Leader Dogs for the Blind, the Rochester-based organization that places free guide dogs with blind and visually impaired people around the world, has added high-tech training in spoken-word GPS devices to its services.

Leader Dogs, established in 1938 in a farmhouse and apple orchard at what was then a sleepy country crossroads, Rochester and Avon roads, has been studying GPS technology for use by the blind since 2003, according to Harold Abraham, director of program services for the organization.

Since then, the devices have become smaller and cheaper. A $2,000 early-2000s PDA from Hewlett Packard, outfitted with a clunky sleeve that put buttons over a touch screen keyboard, has been replaced -- first by a $900 Trekker Breeze, a spoken-word GPS device, and more recently by a $400 Kapsys Kapten, a GPS device developed by a French company for urban pedestrians, but which has now been adapted to the visually impaired.

"We're partnering with GPS providers to create and pilot.... the perfect GPS for somebody who's visually impaired or blind," Leader Dogs CEO Gregory Grabowski said.

The Trekker Breeze is now standard equipment for Leader Dog recipients' four-week training course with their dogs, according to COO Rod Haneline.

"We give it to people four days after they get their dogs," Haneline said. "We let them keep it if they like it or give it back if they don't."

After all, Grabowski said, a guide dog can tell you when it's safe to cross a busy street -- but not that you're on the corner of Seventh and Main, and that Italian restaurant where you want to meet someone is two blocks to your left.

The GPS is part of the remarkable generosity of Leader Dogs. The organization operates on an $11 million a year budget, all raised through philanthropy -- in fact, last year, despite the economy, it had its best year of fund-raising ever -- and everything it provides for its blind clients is free, from the dog to the harness to the grooming equipment -- to the Trekker.

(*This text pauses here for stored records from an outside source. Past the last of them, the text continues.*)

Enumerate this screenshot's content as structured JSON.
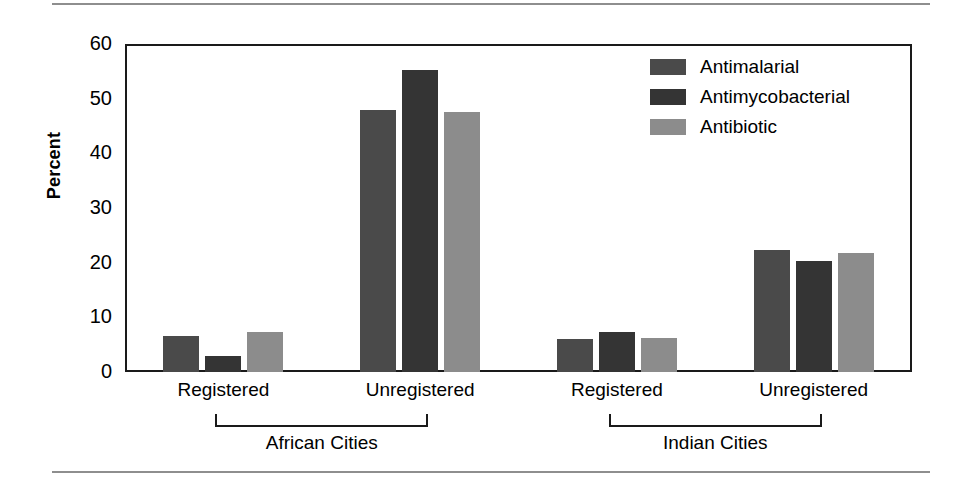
{
  "chart_data": {
    "type": "bar",
    "title": "",
    "xlabel": "",
    "ylabel": "Percent",
    "ylim": [
      0,
      60
    ],
    "yticks": [
      0,
      10,
      20,
      30,
      40,
      50,
      60
    ],
    "grid": false,
    "legend_position": "top-right",
    "categories": [
      "Registered",
      "Unregistered",
      "Registered",
      "Unregistered"
    ],
    "group_brackets": [
      {
        "label": "African Cities",
        "categories": [
          0,
          1
        ]
      },
      {
        "label": "Indian Cities",
        "categories": [
          2,
          3
        ]
      }
    ],
    "series": [
      {
        "name": "Antimalarial",
        "color": "#4a4a4a",
        "values": [
          6.5,
          47.9,
          6.1,
          22.3
        ]
      },
      {
        "name": "Antimycobacterial",
        "color": "#343434",
        "values": [
          3.0,
          55.3,
          7.4,
          20.3
        ]
      },
      {
        "name": "Antibiotic",
        "color": "#8c8c8c",
        "values": [
          7.4,
          47.5,
          6.2,
          21.8
        ]
      }
    ]
  },
  "axis": {
    "y_title": "Percent",
    "tick_labels": [
      "60",
      "50",
      "40",
      "30",
      "20",
      "10",
      "0"
    ]
  },
  "legend": {
    "items": [
      {
        "label": "Antimalarial",
        "color": "#4a4a4a"
      },
      {
        "label": "Antimycobacterial",
        "color": "#343434"
      },
      {
        "label": "Antibiotic",
        "color": "#8c8c8c"
      }
    ]
  },
  "x_labels": [
    "Registered",
    "Unregistered",
    "Registered",
    "Unregistered"
  ],
  "region_labels": [
    "African Cities",
    "Indian Cities"
  ],
  "colors": {
    "frame": "#1a1a1a",
    "rule": "#8e8e8e",
    "background": "#ffffff",
    "antimalarial": "#4a4a4a",
    "antimycobacterial": "#343434",
    "antibiotic": "#8c8c8c"
  }
}
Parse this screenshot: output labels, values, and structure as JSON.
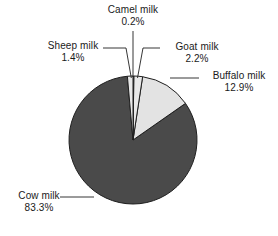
{
  "chart_data": {
    "type": "pie",
    "title": "",
    "subtitle": "",
    "xlabel": "",
    "ylabel": "",
    "legend_position": "none",
    "grid": false,
    "value_unit": "%",
    "start_angle_deg": 0,
    "direction": "clockwise",
    "categories": [
      "Camel milk",
      "Goat milk",
      "Buffalo milk",
      "Cow milk",
      "Sheep milk"
    ],
    "values": [
      0.2,
      2.2,
      12.9,
      83.3,
      1.4
    ],
    "slices": [
      {
        "label": "Camel milk",
        "value_text": "0.2%",
        "value": 0.2,
        "color": "#e8e8e8",
        "leader": "vertical"
      },
      {
        "label": "Goat milk",
        "value_text": "2.2%",
        "value": 2.2,
        "color": "#e8e8e8",
        "leader": "right"
      },
      {
        "label": "Buffalo milk",
        "value_text": "12.9%",
        "value": 12.9,
        "color": "#e3e3e3",
        "leader": "right"
      },
      {
        "label": "Cow milk",
        "value_text": "83.3%",
        "value": 83.3,
        "color": "#4a4a4a",
        "leader": "left"
      },
      {
        "label": "Sheep milk",
        "value_text": "1.4%",
        "value": 1.4,
        "color": "#e8e8e8",
        "leader": "left"
      }
    ],
    "colors": {
      "cow_slice": "#4a4a4a",
      "buffalo_slice": "#e3e3e3",
      "goat_slice": "#e8e8e8",
      "camel_slice": "#e8e8e8",
      "sheep_slice": "#e8e8e8",
      "outline": "#1f1f1f",
      "leader_line": "#1f1f1f",
      "background": "#ffffff",
      "text": "#1a1a1a"
    },
    "geometry": {
      "center_x": 133,
      "center_y": 140,
      "radius": 64
    }
  }
}
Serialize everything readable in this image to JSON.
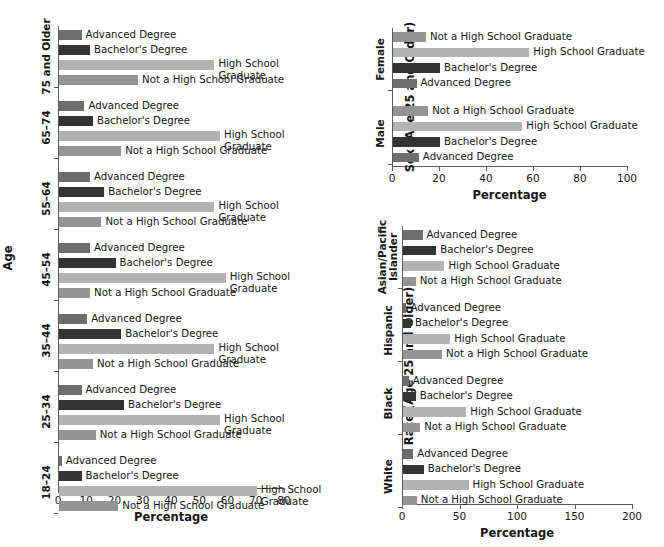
{
  "meta": {
    "categories": [
      "Advanced Degree",
      "Bachelor's Degree",
      "High School Graduate",
      "Not a High School Graduate"
    ],
    "colors": {
      "advanced_degree": "#6e6e6e",
      "bachelors_degree": "#333333",
      "high_school_graduate": "#b3b3b3",
      "not_high_school_graduate": "#949494",
      "axis": "#5a5a5a",
      "text": "#141414",
      "background": "#ffffff"
    },
    "axis_title_x": "Percentage"
  },
  "chart_data": [
    {
      "id": "age-chart",
      "type": "bar",
      "orientation": "horizontal",
      "title": "",
      "xlabel": "Percentage",
      "ylabel": "Age",
      "xlim": [
        0,
        80
      ],
      "xticks": [
        0,
        10,
        20,
        30,
        40,
        50,
        60,
        70,
        80
      ],
      "xticklabels": [
        "0",
        "10",
        "20",
        "30",
        "40",
        "50",
        "60",
        "70",
        "80"
      ],
      "grid": false,
      "legend": "inline-bar-labels",
      "groups": [
        {
          "label": "75 and Older",
          "bars": [
            {
              "name": "Advanced Degree",
              "value": 8
            },
            {
              "name": "Bachelor's Degree",
              "value": 11
            },
            {
              "name": "High School\nGraduate",
              "value": 55
            },
            {
              "name": "Not a High School Graduate",
              "value": 28
            }
          ]
        },
        {
          "label": "65–74",
          "bars": [
            {
              "name": "Advanced Degree",
              "value": 9
            },
            {
              "name": "Bachelor's Degree",
              "value": 12
            },
            {
              "name": "High School\nGraduate",
              "value": 57
            },
            {
              "name": "Not a High School Graduate",
              "value": 22
            }
          ]
        },
        {
          "label": "55–64",
          "bars": [
            {
              "name": "Advanced Degree",
              "value": 11
            },
            {
              "name": "Bachelor's Degree",
              "value": 16
            },
            {
              "name": "High School\nGraduate",
              "value": 55
            },
            {
              "name": "Not a High School Graduate",
              "value": 15
            }
          ]
        },
        {
          "label": "45–54",
          "bars": [
            {
              "name": "Advanced Degree",
              "value": 11
            },
            {
              "name": "Bachelor's Degree",
              "value": 20
            },
            {
              "name": "High School\nGraduate",
              "value": 59
            },
            {
              "name": "Not a High School Graduate",
              "value": 11
            }
          ]
        },
        {
          "label": "35–44",
          "bars": [
            {
              "name": "Advanced Degree",
              "value": 10
            },
            {
              "name": "Bachelor's Degree",
              "value": 22
            },
            {
              "name": "High School\nGraduate",
              "value": 55
            },
            {
              "name": "Not a High School Graduate",
              "value": 12
            }
          ]
        },
        {
          "label": "25–34",
          "bars": [
            {
              "name": "Advanced Degree",
              "value": 8
            },
            {
              "name": "Bachelor's Degree",
              "value": 23
            },
            {
              "name": "High School\nGraduate",
              "value": 57
            },
            {
              "name": "Not a High School Graduate",
              "value": 13
            }
          ]
        },
        {
          "label": "18–24",
          "bars": [
            {
              "name": "Advanced Degree",
              "value": 1
            },
            {
              "name": "Bachelor's Degree",
              "value": 8
            },
            {
              "name": "High School\nGraduate",
              "value": 70
            },
            {
              "name": "Not a High School Graduate",
              "value": 21
            }
          ]
        }
      ]
    },
    {
      "id": "sex-chart",
      "type": "bar",
      "orientation": "horizontal",
      "title": "",
      "xlabel": "Percentage",
      "ylabel": "Sex (Age 25 and Older)",
      "xlim": [
        0,
        100
      ],
      "xticks": [
        0,
        20,
        40,
        60,
        80,
        100
      ],
      "xticklabels": [
        "0",
        "20",
        "40",
        "60",
        "80",
        "100"
      ],
      "grid": false,
      "legend": "inline-bar-labels",
      "groups": [
        {
          "label": "Female",
          "bars": [
            {
              "name": "Not a High School Graduate",
              "value": 14
            },
            {
              "name": "High School Graduate",
              "value": 58
            },
            {
              "name": "Bachelor's Degree",
              "value": 20
            },
            {
              "name": "Advanced Degree",
              "value": 10
            }
          ]
        },
        {
          "label": "Male",
          "bars": [
            {
              "name": "Not a High School Graduate",
              "value": 15
            },
            {
              "name": "High School Graduate",
              "value": 55
            },
            {
              "name": "Bachelor's Degree",
              "value": 20
            },
            {
              "name": "Advanced Degree",
              "value": 11
            }
          ]
        }
      ]
    },
    {
      "id": "race-chart",
      "type": "bar",
      "orientation": "horizontal",
      "title": "",
      "xlabel": "Percentage",
      "ylabel": "Race (Age 25 and Older)",
      "xlim": [
        0,
        200
      ],
      "xticks": [
        0,
        50,
        100,
        150,
        200
      ],
      "xticklabels": [
        "0",
        "50",
        "100",
        "150",
        "200"
      ],
      "grid": false,
      "legend": "inline-bar-labels",
      "groups": [
        {
          "label": "Asian/Pacific\nIslander",
          "bars": [
            {
              "name": "Advanced Degree",
              "value": 17
            },
            {
              "name": "Bachelor's Degree",
              "value": 29
            },
            {
              "name": "High School Graduate",
              "value": 36
            },
            {
              "name": "Not a High School Graduate",
              "value": 11
            }
          ]
        },
        {
          "label": "Hispanic",
          "bars": [
            {
              "name": "Advanced Degree",
              "value": 3
            },
            {
              "name": "Bachelor's Degree",
              "value": 7
            },
            {
              "name": "High School Graduate",
              "value": 41
            },
            {
              "name": "Not a High School Graduate",
              "value": 34
            }
          ]
        },
        {
          "label": "Black",
          "bars": [
            {
              "name": "Advanced Degree",
              "value": 5
            },
            {
              "name": "Bachelor's Degree",
              "value": 11
            },
            {
              "name": "High School Graduate",
              "value": 55
            },
            {
              "name": "Not a High School Graduate",
              "value": 15
            }
          ]
        },
        {
          "label": "White",
          "bars": [
            {
              "name": "Advanced Degree",
              "value": 9
            },
            {
              "name": "Bachelor's Degree",
              "value": 18
            },
            {
              "name": "High School Graduate",
              "value": 57
            },
            {
              "name": "Not a High School Graduate",
              "value": 12
            }
          ]
        }
      ]
    }
  ]
}
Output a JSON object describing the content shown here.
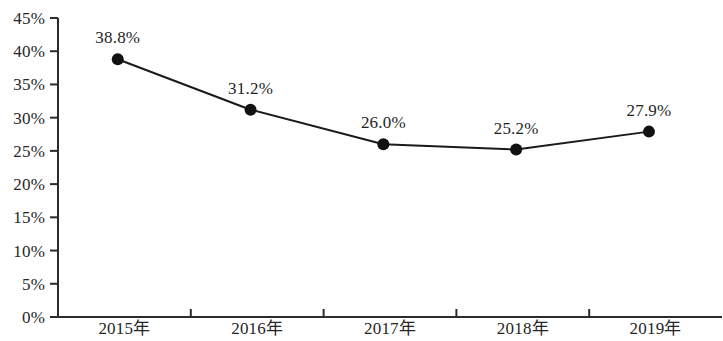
{
  "chart_data": {
    "type": "line",
    "title": "",
    "subtitle": "",
    "xlabel": "",
    "ylabel": "",
    "categories": [
      "2015年",
      "2016年",
      "2017年",
      "2018年",
      "2019年"
    ],
    "values": [
      38.8,
      31.2,
      26.0,
      25.2,
      27.9
    ],
    "point_labels": [
      "38.8%",
      "31.2%",
      "26.0%",
      "25.2%",
      "27.9%"
    ],
    "ylim": [
      0,
      45
    ],
    "ytick_step": 5,
    "ytick_labels": [
      "0%",
      "5%",
      "10%",
      "15%",
      "20%",
      "25%",
      "30%",
      "35%",
      "40%",
      "45%"
    ],
    "ytick_values": [
      0,
      5,
      10,
      15,
      20,
      25,
      30,
      35,
      40,
      45
    ],
    "grid": false,
    "legend": null,
    "legend_position": "none",
    "series": [
      {
        "name": "",
        "values": [
          38.8,
          31.2,
          26.0,
          25.2,
          27.9
        ],
        "marker": "filled-circle",
        "color": "#111111",
        "line_color": "#1a1a1a",
        "line_width": 2
      }
    ],
    "annotations": []
  },
  "axes": {
    "y_axis_color": "#2b2b2b",
    "x_axis_color": "#2b2b2b",
    "tick_direction": "outside"
  },
  "colors": {
    "background": "#ffffff",
    "text": "#262626",
    "marker": "#111111",
    "line": "#1a1a1a"
  }
}
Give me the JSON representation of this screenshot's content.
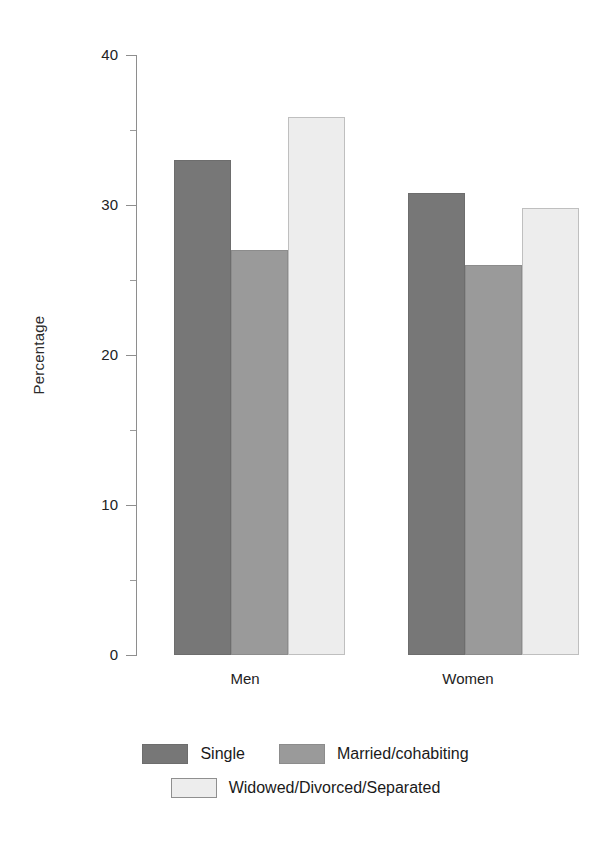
{
  "chart_data": {
    "type": "bar",
    "title": "",
    "xlabel": "",
    "ylabel": "Percentage",
    "categories": [
      "Men",
      "Women"
    ],
    "series": [
      {
        "name": "Single",
        "color": "#777777",
        "values": [
          33.0,
          30.8
        ]
      },
      {
        "name": "Married/cohabiting",
        "color": "#9a9a9a",
        "values": [
          27.0,
          26.0
        ]
      },
      {
        "name": "Widowed/Divorced/Separated",
        "color": "#ededed",
        "values": [
          35.9,
          29.8
        ]
      }
    ],
    "ylim": [
      0,
      40
    ],
    "yticks": [
      0,
      10,
      20,
      30,
      40
    ],
    "ytick_labels": [
      "0",
      "10",
      "20",
      "30",
      "40"
    ],
    "yminor_ticks": [
      5,
      15,
      25,
      35
    ],
    "grid": false,
    "legend_position": "bottom",
    "bar_grouping": "adjacent-no-gap"
  },
  "axis": {
    "y_title": "Percentage",
    "tick_labels": [
      "40",
      "30",
      "20",
      "10",
      "0"
    ]
  },
  "categories": [
    {
      "label": "Men"
    },
    {
      "label": "Women"
    }
  ],
  "legend": {
    "rows": [
      [
        {
          "label": "Single",
          "swatch": "sw-single"
        },
        {
          "label": "Married/cohabiting",
          "swatch": "sw-married"
        }
      ],
      [
        {
          "label": "Widowed/Divorced/Separated",
          "swatch": "sw-widowed"
        }
      ]
    ]
  }
}
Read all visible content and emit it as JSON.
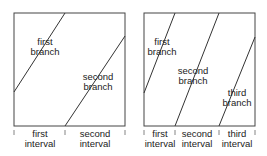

Leader Dogs brings in classes of about 30 blind and visually impaired people at a time, for 26 days of intensive residential training with their dogs. The people stay at a special hotel created with their needs in mind on Leader Dogs' leafy campus.

Haneline, Grabowski and Abraham say the organization is on constant lookout for new technology that might improve the lives of the blind and visually impaired, from GPS units to other mapping technologies to indoor navigation technologies. Leader Dogs is also studying a $70 GPS route recorder originally intended for runners and bike riders who want to track their routes, distances and speeds. The blind could use it to track their travels as well, and find familiar routes later.

Ultimately, Grabowski said, there will be robots able to perform the functions of today's guide dogs. But robot technology that sophisticated is still a good number of years in the future -- and there's also the X factor of the companionship a guide dog provides, since so many blind people live in isolation.

More at www.leaderdog.org/programs/dogguide/index.php or www.leaderdog.org/programs/trekker/index.php.